Has anyone made an electro magnetic chuck from the guts of a microwave?

Wow, that is interesting and amazingly clever. But man, that guy really needs a milling machine!
 
The thing leaks somewhere ! Besides , if it isn't good enough for the kitchen , it sure won't go into the garage ! :big grin:
 
KEWL!

Say will most any transformer work? I have several large ones out of old CNC machines, physically four times bigger.
 
KEWL!

Say will most any transformer work? I have several large ones out of old CNC machines, physically four times bigger.


I don't see why not. The design just uses the laminations as a core for an electromagnet. Some transformers are pretty easy to disassemble, using rivets or bolts instead of welds to hold the core together. If you have that type, it would be easy enough to test.
 
In this application the windings are driven with DC. Laminated cores are used to reduce eddy-current losses when the the core is used as a transformer, which is not the case here. So you could also make one of these just using soft iron pieces and winding your own coil(s). To concentrate the magnetic field where you want it, you want the magnetic-field path to be gap-free so the fingers of the "E" need to be machined flat, along with the mating surfaces on the long portion of the "E". I'd be inclined to screw them together, but welding would probably work, too. Long portion: the | (vertical) section. The fingers: the "--" (horizontal) pieces. Of course, in use the "E" would be rotated so it is a "dead E" :laughing: .

I'm reminded of a really old (and bad) physics joke. If an "M" represents a centimeter, what does a "W" represent? Answer: a dyne-centimeter. UGH!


• _Work request_
Comb through the entries for "legend" and pull out each line that holds it.

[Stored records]
........

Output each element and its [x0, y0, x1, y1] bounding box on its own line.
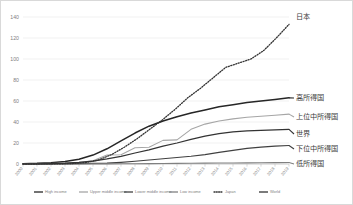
series-line-world — [23, 129, 289, 164]
x-axis-tick-label: 2010 — [154, 166, 164, 177]
legend-label-world: World — [270, 189, 280, 194]
x-axis-tick-label: 2011 — [168, 166, 178, 177]
y-axis-tick-labels: 020406080100120140 — [10, 14, 19, 167]
series-annotation-label: 低所得国 — [296, 159, 324, 168]
x-axis-tick-label: 2005 — [84, 166, 94, 177]
x-axis-tick-label: 2016 — [238, 166, 248, 177]
legend-label-japan: Japan — [225, 189, 236, 194]
x-axis-tick-label: 2014 — [210, 166, 220, 177]
series-line-upper-middle-income — [23, 114, 289, 164]
plot-area: 020406080100120140 200020012002200320042… — [1, 1, 353, 205]
annotation-leader-line — [289, 129, 294, 134]
x-axis-tick-label: 2006 — [98, 166, 108, 177]
y-axis-tick-label: 60 — [13, 98, 19, 104]
y-axis-tick-label: 120 — [10, 35, 19, 41]
annotation-leader-line — [289, 114, 294, 117]
x-axis-tick-label: 2000 — [14, 166, 24, 177]
legend-label-lower: Lower middle income — [135, 189, 172, 194]
x-axis-tick-label: 2017 — [252, 166, 262, 177]
y-axis-tick-label: 140 — [10, 14, 19, 20]
series-annotation-label: 高所得国 — [296, 93, 324, 102]
y-axis-tick-label: 80 — [13, 77, 19, 83]
chart-container: 020406080100120140 200020012002200320042… — [0, 0, 353, 205]
series-annotation-label: 上位中所得国 — [296, 112, 338, 121]
chart-legend: High incomeUpper middle incomeLower midd… — [34, 189, 280, 194]
x-axis-tick-label: 2019 — [280, 166, 290, 177]
series-annotations: 日本高所得国上位中所得国世界下位中所得国低所得国 — [289, 12, 338, 168]
legend-label-high: High income — [45, 189, 67, 194]
legend-label-low: Low income — [180, 189, 201, 194]
series-annotation-label: 下位中所得国 — [296, 144, 338, 153]
x-axis-tick-label: 2001 — [28, 166, 38, 177]
y-axis-tick-label: 100 — [10, 56, 19, 62]
annotation-leader-line — [289, 163, 294, 164]
x-axis-tick-label: 2002 — [42, 166, 52, 177]
x-axis-tick-label: 2007 — [112, 166, 122, 177]
series-annotation-label: 世界 — [296, 129, 310, 138]
x-axis-tick-label: 2018 — [266, 166, 276, 177]
x-axis-tick-label: 2013 — [196, 166, 206, 177]
y-axis-tick-label: 40 — [13, 119, 19, 125]
gridlines — [23, 17, 289, 164]
x-axis-tick-label: 2009 — [140, 166, 150, 177]
series-annotation-label: 日本 — [296, 12, 310, 21]
legend-label-upper: Upper middle income — [90, 189, 127, 194]
x-axis-tick-label: 2012 — [182, 166, 192, 177]
chart-canvas: 020406080100120140 200020012002200320042… — [1, 1, 353, 205]
x-axis-tick-label: 2003 — [56, 166, 66, 177]
annotation-leader-line — [289, 146, 294, 149]
y-axis-tick-label: 20 — [13, 140, 19, 146]
x-axis-tick-label: 2008 — [126, 166, 136, 177]
x-axis-tick-label: 2004 — [70, 166, 80, 177]
x-axis-tick-labels: 2000200120022003200420052006200720082009… — [14, 166, 290, 177]
x-axis-tick-label: 2015 — [224, 166, 234, 177]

........

• _Written response_
legend-label-world: World — [270, 189, 280, 194]
legend-label-japan: Japan — [225, 189, 236, 194]
legend-label-lower: Lower middle income — [135, 189, 172, 194]
chart-legend: High incomeUpper middle incomeLower midd… — [34, 189, 280, 194]
legend-label-high: High income — [45, 189, 67, 194]
legend-label-low: Low income — [180, 189, 201, 194]
legend-label-upper: Upper middle income — [90, 189, 127, 194]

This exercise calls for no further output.